The standard will be monitored by the United Kingdom Office of Communications (OFCOM), the UK's government media regulator, which, in the event of non-compliance by the platforms, would be in charge of imposing fines of $22 million (18 million pounds) or 10% of the company's global revenues, whichever is greater.

"The government will be able to silence users"

"The cure is far worse than the disease," stated Matthew Feeney, director of Technology and Innovation for the Cyprus Public Service. The controversial bill has been amended by a group of legislators, also adding prison sentences for technology managers who violate the regulations.

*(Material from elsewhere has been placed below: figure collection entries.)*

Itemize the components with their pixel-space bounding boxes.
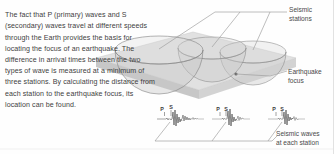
s-marker-station-3: S: [280, 106, 284, 112]
figure-body-text: The fact that P (primary) waves and S (s…: [5, 10, 157, 111]
s-marker-station-2: S: [224, 106, 228, 112]
p-marker-station-3: P: [272, 106, 276, 112]
label-earthquake-focus: Earthquake focus: [288, 68, 322, 85]
p-marker-station-1: P: [160, 106, 164, 112]
pswave-markers: P S P S P S: [160, 104, 284, 112]
label-seismic-waves: Seismic waves at each station: [276, 130, 320, 147]
p-marker-station-2: P: [216, 106, 220, 112]
seismogram-station-1: [157, 110, 204, 126]
s-marker-station-1: S: [169, 104, 173, 110]
seismogram-station-3: [268, 110, 305, 125]
figure-panel: P S P S P S The fact that P (primary) wa…: [0, 0, 334, 154]
label-seismic-stations: Seismic stations: [289, 6, 312, 23]
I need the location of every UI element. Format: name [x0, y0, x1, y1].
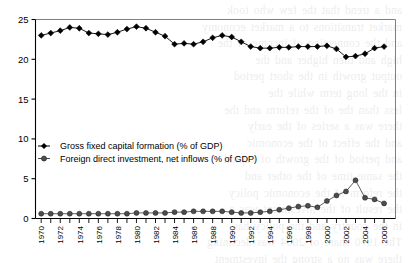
- data-point: [372, 197, 377, 202]
- x-tick-label: 1976: [95, 225, 104, 243]
- data-point: [220, 209, 225, 214]
- x-tick-label: 1998: [304, 225, 313, 243]
- line-chart: 0510152025197019721974197619781980198219…: [0, 0, 416, 263]
- data-point: [67, 211, 72, 216]
- data-point: [219, 33, 225, 39]
- data-point: [305, 44, 311, 50]
- y-tick-label: 10: [18, 133, 29, 144]
- data-point: [124, 26, 130, 32]
- x-tick-label: 1986: [190, 225, 199, 243]
- data-point: [143, 25, 149, 31]
- x-tick-label: 1988: [209, 225, 218, 243]
- data-point: [229, 210, 234, 215]
- x-tick-label: 2006: [380, 225, 389, 243]
- data-point: [277, 207, 282, 212]
- y-tick-label: 25: [18, 14, 29, 25]
- x-tick-label: 1972: [56, 225, 65, 243]
- data-point: [38, 33, 44, 39]
- data-point: [191, 209, 196, 214]
- data-point: [353, 53, 359, 59]
- chart-legend: Gross fixed capital formation (% of GDP)…: [38, 141, 257, 164]
- data-point: [276, 44, 282, 50]
- data-point: [258, 210, 263, 215]
- data-point: [57, 28, 63, 34]
- data-point: [324, 198, 329, 203]
- y-tick-label: 0: [23, 213, 28, 224]
- data-point: [181, 40, 187, 46]
- data-point: [67, 25, 73, 31]
- data-point: [153, 210, 158, 215]
- series-line: [41, 27, 384, 57]
- data-point: [86, 211, 91, 216]
- data-point: [48, 211, 53, 216]
- data-point: [324, 43, 330, 49]
- data-point: [296, 204, 301, 209]
- data-point: [163, 210, 168, 215]
- data-point: [267, 209, 272, 214]
- data-point: [105, 32, 111, 38]
- chart-container: and a trend that the few who took market…: [0, 0, 416, 263]
- data-point: [343, 189, 348, 194]
- data-point: [115, 211, 120, 216]
- data-point: [143, 210, 148, 215]
- x-axis: 1970197219741976197819801982198419861988…: [36, 219, 396, 244]
- data-point: [76, 25, 82, 31]
- x-tick-label: 1992: [247, 225, 256, 243]
- data-point: [353, 178, 358, 183]
- data-point: [295, 44, 301, 50]
- x-tick-label: 2004: [361, 225, 370, 243]
- legend-marker-circle-icon: [41, 156, 46, 161]
- data-point: [315, 44, 321, 50]
- data-point: [191, 41, 197, 47]
- x-tick-label: 1970: [37, 225, 46, 243]
- data-point: [372, 45, 378, 51]
- data-point: [105, 211, 110, 216]
- data-point: [286, 44, 292, 50]
- data-point: [248, 44, 254, 50]
- data-point: [382, 201, 387, 206]
- data-point: [267, 45, 273, 51]
- data-point: [95, 31, 101, 37]
- data-point: [210, 35, 216, 41]
- data-point: [238, 39, 244, 45]
- legend-label: Gross fixed capital formation (% of GDP): [60, 141, 223, 151]
- data-point: [86, 30, 92, 36]
- data-point: [39, 211, 44, 216]
- x-tick-label: 1978: [114, 225, 123, 243]
- x-tick-label: 1990: [228, 225, 237, 243]
- data-point: [210, 209, 215, 214]
- legend-label: Foreign direct investment, net inflows (…: [60, 154, 257, 164]
- x-tick-label: 1994: [266, 225, 275, 243]
- data-point: [248, 210, 253, 215]
- data-point: [286, 206, 291, 211]
- data-series: [38, 24, 387, 60]
- data-point: [362, 51, 368, 57]
- data-point: [239, 210, 244, 215]
- x-tick-label: 2000: [323, 225, 332, 243]
- x-tick-label: 1980: [133, 225, 142, 243]
- data-point: [200, 39, 206, 45]
- data-point: [96, 211, 101, 216]
- data-point: [58, 211, 63, 216]
- plot-frame: [36, 20, 396, 219]
- data-point: [134, 210, 139, 215]
- data-point: [182, 210, 187, 215]
- data-point: [315, 205, 320, 210]
- data-point: [115, 29, 121, 35]
- data-point: [381, 44, 387, 50]
- x-tick-label: 1984: [171, 225, 180, 243]
- data-point: [305, 203, 310, 208]
- y-tick-label: 5: [23, 173, 28, 184]
- data-point: [134, 24, 140, 30]
- x-tick-label: 1982: [152, 225, 161, 243]
- data-point: [124, 211, 129, 216]
- x-tick-label: 1996: [285, 225, 294, 243]
- data-point: [334, 193, 339, 198]
- data-point: [77, 211, 82, 216]
- data-point: [48, 30, 54, 36]
- data-point: [201, 209, 206, 214]
- data-point: [172, 210, 177, 215]
- data-point: [229, 34, 235, 40]
- y-tick-label: 20: [18, 54, 29, 65]
- data-series: [39, 178, 387, 216]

The law would force social networks to act as content "censors.” Joe Mullin, policy analyst at the Electronic Frontier Foundation (EFF) warned:

If the Online Safety Bill is passed, the UK Government will be able to directly silence users' speech and even imprison those who post messages it does not like (...) The Bill empowers OFCOM to impose heavy fines or even block access to sites that offend people (...) Such powers raise serious concerns about freedom of expression. Since then, the bill has been amended, and it has gotten worse.

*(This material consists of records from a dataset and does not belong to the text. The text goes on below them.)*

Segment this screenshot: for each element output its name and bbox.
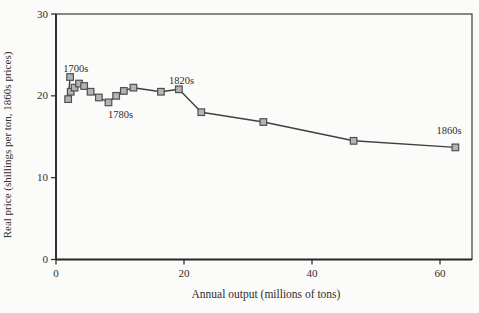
y-tick-label: 10	[37, 171, 49, 183]
x-axis: 0204060	[53, 260, 446, 280]
data-point-marker	[130, 84, 137, 91]
data-point-marker	[96, 94, 103, 101]
data-point-marker	[113, 93, 120, 100]
x-axis-title: Annual output (millions of tons)	[192, 288, 341, 301]
x-tick-label: 0	[53, 267, 59, 279]
data-point-marker	[452, 144, 459, 151]
data-point-marker	[81, 83, 88, 90]
y-tick-label: 0	[43, 253, 49, 265]
data-point-marker	[87, 88, 94, 95]
x-tick-label: 60	[435, 267, 447, 279]
plot-frame	[56, 14, 472, 260]
data-point-marker	[198, 109, 205, 116]
price-output-figure: 02040600102030Annual output (millions of…	[0, 0, 479, 313]
data-point-marker	[67, 74, 74, 81]
x-tick-label: 20	[179, 267, 191, 279]
data-point-marker	[158, 88, 165, 95]
data-point-marker	[105, 99, 112, 106]
data-point-marker	[65, 96, 72, 103]
y-tick-label: 30	[37, 8, 49, 20]
decade-annotation-1820s: 1820s	[169, 75, 194, 86]
y-axis: 0102030	[37, 8, 56, 266]
x-tick-label: 40	[307, 267, 319, 279]
y-tick-label: 20	[37, 89, 49, 101]
data-point-marker	[121, 88, 128, 95]
data-point-marker	[260, 119, 267, 126]
decade-annotation-1700s: 1700s	[63, 63, 88, 74]
chart-canvas: 02040600102030Annual output (millions of…	[0, 0, 479, 313]
y-axis-title: Real price (shillings per ton, 1860s pri…	[1, 51, 14, 238]
decade-annotation-1860s: 1860s	[436, 125, 461, 136]
decade-annotation-1780s: 1780s	[108, 109, 133, 120]
data-point-marker	[350, 138, 357, 145]
data-point-marker	[176, 86, 183, 93]
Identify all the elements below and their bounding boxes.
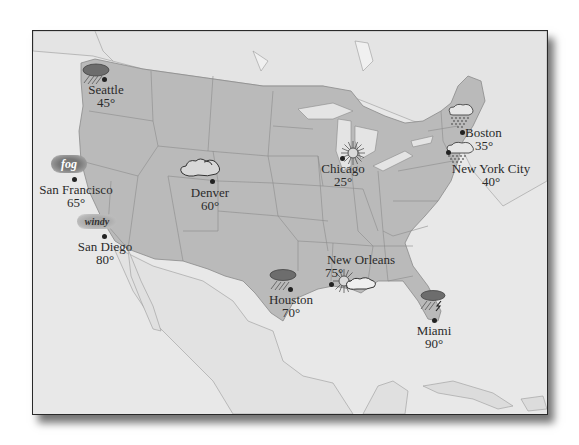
city-temp: 70° [263, 306, 319, 319]
city-label: Denver 60° [185, 186, 235, 212]
city-label: Houston 70° [263, 293, 319, 319]
city-label: San Francisco 65° [35, 183, 117, 209]
city-temp: 65° [35, 196, 117, 209]
city-temp: 80° [75, 253, 135, 266]
city-temp: 60° [185, 199, 235, 212]
city-label: San Diego 80° [75, 240, 135, 266]
weather-map: Seattle 45° fog San Francisco 65° windy … [32, 30, 548, 415]
city-dot [329, 282, 334, 287]
city-temp: 45° [81, 96, 131, 109]
city-label: Miami 90° [409, 324, 459, 350]
cloud-icon [178, 157, 222, 179]
city-dot [210, 179, 215, 184]
city-label: Chicago 25° [315, 162, 371, 188]
city-label: Seattle 45° [81, 83, 131, 109]
city-temp: 25° [315, 175, 371, 188]
city-label: New Orleans 75° [319, 253, 403, 279]
city-temp: 90° [409, 337, 459, 350]
city-temp: 40° [446, 175, 536, 188]
wind-icon: windy [77, 214, 117, 229]
city-dot [446, 150, 451, 155]
thunderstorm-icon [419, 290, 447, 312]
city-label: New York City 40° [446, 162, 536, 188]
fog-icon: fog [51, 155, 87, 173]
city-temp: 75° [319, 266, 403, 279]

“Harmful" content and the communications law

The Communications Act of 2003 already gives the courts the power to sanction residents of the country who have committed "seriously offensive" infractions online. In addition, it would allow a government official to determine what content is considered harmful. It will be up to the Secretary of State for Digital, Culture, Media and Sport to specify non-compliances committed by the platforms and order them to remove or avoid the content that it considers does not meet the established criteria. It intends to:

- Prevent the spread of illegal content and activities, such as child abuse images, terrorist material and hate crimes.

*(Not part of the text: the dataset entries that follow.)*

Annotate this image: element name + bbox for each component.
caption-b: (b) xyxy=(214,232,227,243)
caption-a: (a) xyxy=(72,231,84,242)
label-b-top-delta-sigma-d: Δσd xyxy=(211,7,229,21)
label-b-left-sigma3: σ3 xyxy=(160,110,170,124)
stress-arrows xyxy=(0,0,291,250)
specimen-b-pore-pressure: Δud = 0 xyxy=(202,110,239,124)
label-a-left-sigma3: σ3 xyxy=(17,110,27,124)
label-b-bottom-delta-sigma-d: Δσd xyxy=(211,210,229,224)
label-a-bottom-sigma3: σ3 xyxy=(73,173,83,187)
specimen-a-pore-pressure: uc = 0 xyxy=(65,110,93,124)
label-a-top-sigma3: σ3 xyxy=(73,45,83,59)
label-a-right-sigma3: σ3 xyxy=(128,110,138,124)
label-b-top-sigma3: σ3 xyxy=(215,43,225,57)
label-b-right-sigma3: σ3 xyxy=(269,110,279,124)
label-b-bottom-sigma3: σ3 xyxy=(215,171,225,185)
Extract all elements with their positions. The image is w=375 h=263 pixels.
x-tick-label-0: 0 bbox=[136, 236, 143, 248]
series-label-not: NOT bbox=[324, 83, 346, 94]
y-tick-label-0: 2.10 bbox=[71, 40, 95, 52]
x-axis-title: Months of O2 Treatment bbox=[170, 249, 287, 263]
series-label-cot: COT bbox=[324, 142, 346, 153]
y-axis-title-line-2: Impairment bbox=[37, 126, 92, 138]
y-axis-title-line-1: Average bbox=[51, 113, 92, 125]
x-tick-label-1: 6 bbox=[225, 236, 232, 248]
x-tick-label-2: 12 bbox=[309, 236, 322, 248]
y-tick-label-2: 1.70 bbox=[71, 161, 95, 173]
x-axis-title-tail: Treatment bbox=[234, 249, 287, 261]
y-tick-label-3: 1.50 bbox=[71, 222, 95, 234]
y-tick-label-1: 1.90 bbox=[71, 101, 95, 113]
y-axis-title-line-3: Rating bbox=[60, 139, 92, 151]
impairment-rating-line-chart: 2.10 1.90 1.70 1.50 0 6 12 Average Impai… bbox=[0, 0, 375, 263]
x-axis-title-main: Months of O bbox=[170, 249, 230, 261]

- Protect children from harmful content.

- Protect everyone from "legal but harmful" content.

Paul Bernal, a professor at the University of East Anglia's School of Law, said in March:

Massive attacks on privacy (including a terrible blanket oversight requirement) and freedom of speech (through the highly controversial 'legal, but harmful' concept) are just the starting point. The likely use of the 'duty of care' required of online service providers that limit or even prohibit both encryption and anonymity makes us all less secure and less free.
The political control of censorship through Ofcom is in some ways even worse, as almost some inability to perform the gargantuan tasks required of it, and that doesn't even begin with the gargantuan and costly bureaucratic burdens placed on it by impose to persons operating online services.

What do the technology platforms have to say?

Meta Platforms Inc., the parent company of Facebook, Instagram and WhatsApp, said the legislation "threatens to constantly monitor and censor people's private messages" if it is not changed.

In July 2022, before Twitter was acquired by Elon Musk, the company stated it was concerned about the project's issues around freedom of speech. Google claimed that the bill appears to incentivize "general automated surveillance, and excessive content removal."

A spokesperson for the UK Department of Digital, Culture, Media and Sport stated:

Technology companies have failed in the fight against the abuse of minors and end-to-end encryption could blind them to their sites, while hindering efforts to catch offenders (...) As a last resort, OFCOM has the power to require private messaging apps to use technology to detect child sexual abuse material; this can only be used when provided and with strict legal safeguards for privacy.

Silicon Valley giants, media outlets, insurers, the LEGO Group, e-cigarette maker Juul Labs, dating app Bumble, journalists, religious figures, among others, have also spoke out against the law's passage.

"The bill will make it government policy to tell technology platforms what people can talk about (...) "We've already seen many examples of social media platforms broadly censoring content on various controversial topics, often to please government regulators,” stated , a journalist for Reason.